News Coverage

Stay up to date on the latest news about geographic naming in Oregon and throughout the nation.

Yellowstone peak renamed after park cuts ties with explorer Doane
The State
JUNE 09, 2022
By Daniella Segura. Yellowstone’s Mount Doane will be renamed First Peoples Mountain, the national park announced Thursday, June 9. The name change came after a unanimous vote, 15-0, from the U.S. Board on Geographic Names, according to a statement from Yellowstone National Park. The peak was previously named after Gustavus Doane, an explorer who led an attack in 1870 that resulted in the Marias Massacre, killing at least 173 American Indians, the statement said. When considering the name change, Yellowstone reached out to the 27 associated tribes, the release said, and “received no opposition to the change nor concerns.” The renaming of the peak came based on recommendations from the Rocky Mountain Tribal Council, Wyoming Board of Geographic Names and National Park Service, the release said.

Words are monuments: Patterns in US national park place names perpetuate settler colonial mythologies including white supremacy
People and Nature, British Ecological Society
June, 2022
Ecologists, outdoor professionals and the public work and play in lands with complex histories. Part of decolonizing our professional and recreational practices is to expose settler colonial biases and recognize the histories of colonized lands and the peoples who have stewarded these lands for millennia prior to colonization. To provide a quantitative example of settler colonial biases in a familiar context, we examined the origins of over 2,200 place names in 16 national parks in the United States. All national parks examined have place names that tacitly endorse racist or, more specifically, anti-Indigenous ideologies, thus perpetuating settler colonialism and white supremacy at the system scale for future generations. This examination of place names, name origins and their consequences is an opportunity to make everyday complicity in systemic oppression more visible and to more actively advance decolonizing practices for land and language.

U.S. Will Rename 660 Mountains, Rivers and More to Remove Racist Word
Smithsonian Magazine
March 28, 2022
By Nora McGreevy. The United States Department of the Interior (DOI) proposed a list of new names for more than 660 geographic features across the country last month, the agency announced in a statement. Led by the U.S. Secretary of the Interior Deb Haaland, the first Native American to serve as cabinet secretary, the February 2022 release of the list marks the next step in a sweeping plan to remove the racist and misogynist slur “squaw” from the national geographic landscape. Hundreds of U.S. geographic sites, including mountains, rivers, lakes, remote islands and more, currently are named using the word, report Neil Vigdor and Christine Hauser for the New York Times. “Words matter, particularly in our work to make our nation’s public lands and waters accessible and welcoming to people of all backgrounds,” said Haaland, per the statement. “Consideration of these replacements is a big step forward in our efforts to remove derogatory terms whose expiration dates are long overdue,” added the secretary, who is a member of the Pueblo of the Laguna and a 35th-generation New Mexican.

What's in a name? How Idiot Creek in the Tillamook Forest was named
KGW-TV
March 9, 2022
By Devon Haskins. Stretching four-miles long, a fast-moving, but shallow creek runs through the Tillamook State Forest near Highway 6. You wouldn't be considered a fool if you didn't know that Idiot Creek exists. The name of the creek has a history behind it and it comes from a nearby logging camp named Ryan's Camp, but even that camp went by a different name. To trace the history behind the name, it starts almost 90 years ago during one of Oregon's largest wildfires called the Tillamook Burn.

Commissioners endorse restoring ‘Goat Island’ name
Siuslaw News
March 5, 2022
By Dean Rea of the Highway 58 Herald/For the Siuslaw News. The Lane County Board of Commissioners forwarded the recommended name change for the Siltcoos Lake island on Tuesday to the U.S. Board on Geographic Names for a final decision. The property owners, Henry and Sherry Wells, submitted the proposal along with a petition to restore the island’s name signed by 73 people. The island was named Jernigan when it was acquired by a family with that name. Local sources report that a family once grazed goats on the island located east of Dunes City. The 3,000-acre lake is the largest on the Oregon Coast and is promoted as “one of the prime large-mouth bass lakes in the Pacific Northwest.”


What needs to be done | Beginning with the line that contains "pyautogui.click(x=<x>, y=<y>)" in the material below, print each line exactly until the line that contains "This screenshot has" has been printed, then stop.

:: Given entries

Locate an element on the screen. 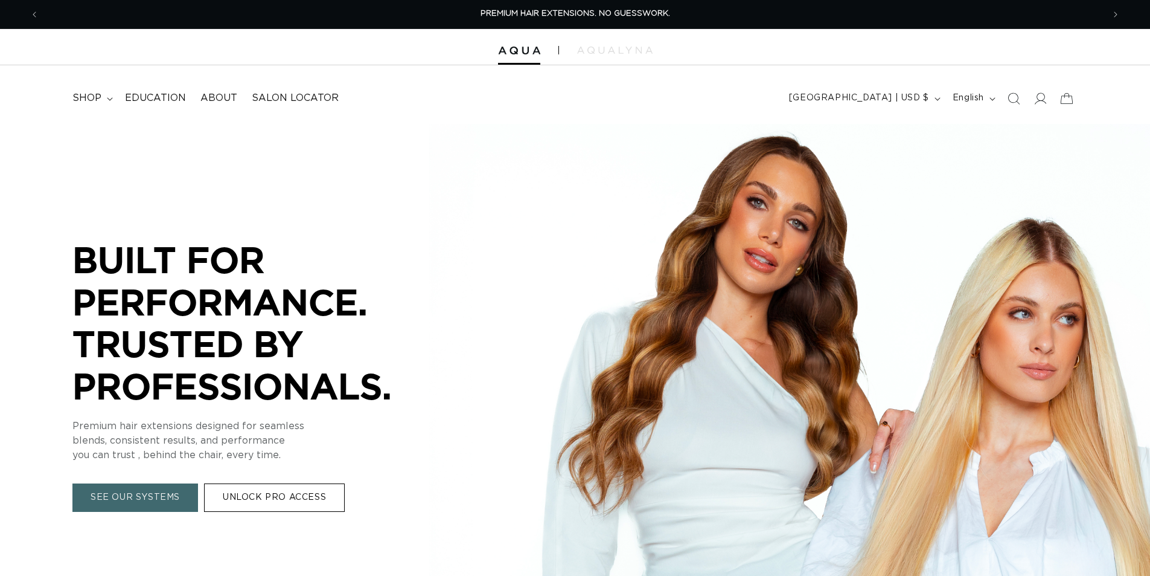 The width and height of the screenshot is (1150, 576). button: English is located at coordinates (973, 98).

::::
:: Given entries

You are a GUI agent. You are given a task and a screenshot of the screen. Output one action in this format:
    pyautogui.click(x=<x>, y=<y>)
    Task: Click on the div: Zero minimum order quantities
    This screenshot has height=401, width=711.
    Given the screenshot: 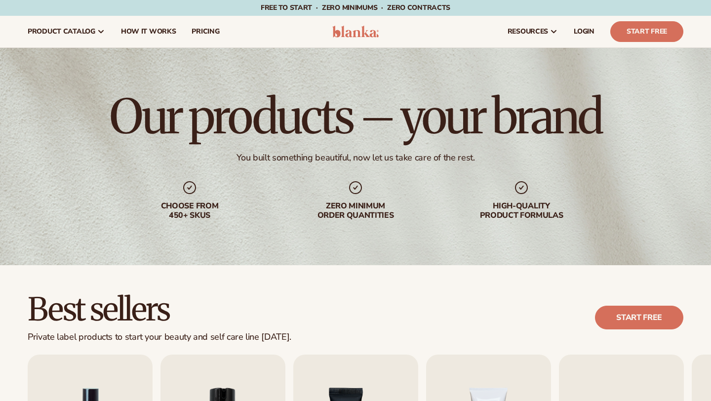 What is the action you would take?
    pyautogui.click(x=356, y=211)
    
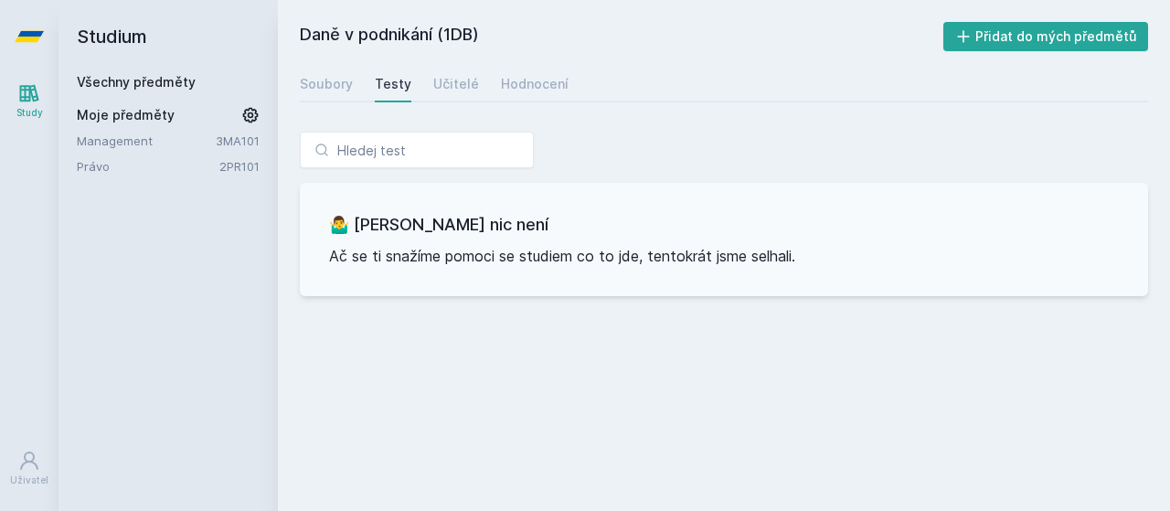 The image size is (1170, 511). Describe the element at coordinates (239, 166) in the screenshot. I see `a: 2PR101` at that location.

::::

Answer section |
    pyautogui.click(x=<x>, y=<y>)
    Task: Click on the div: Zero minimum order quantities
    This screenshot has height=401, width=711.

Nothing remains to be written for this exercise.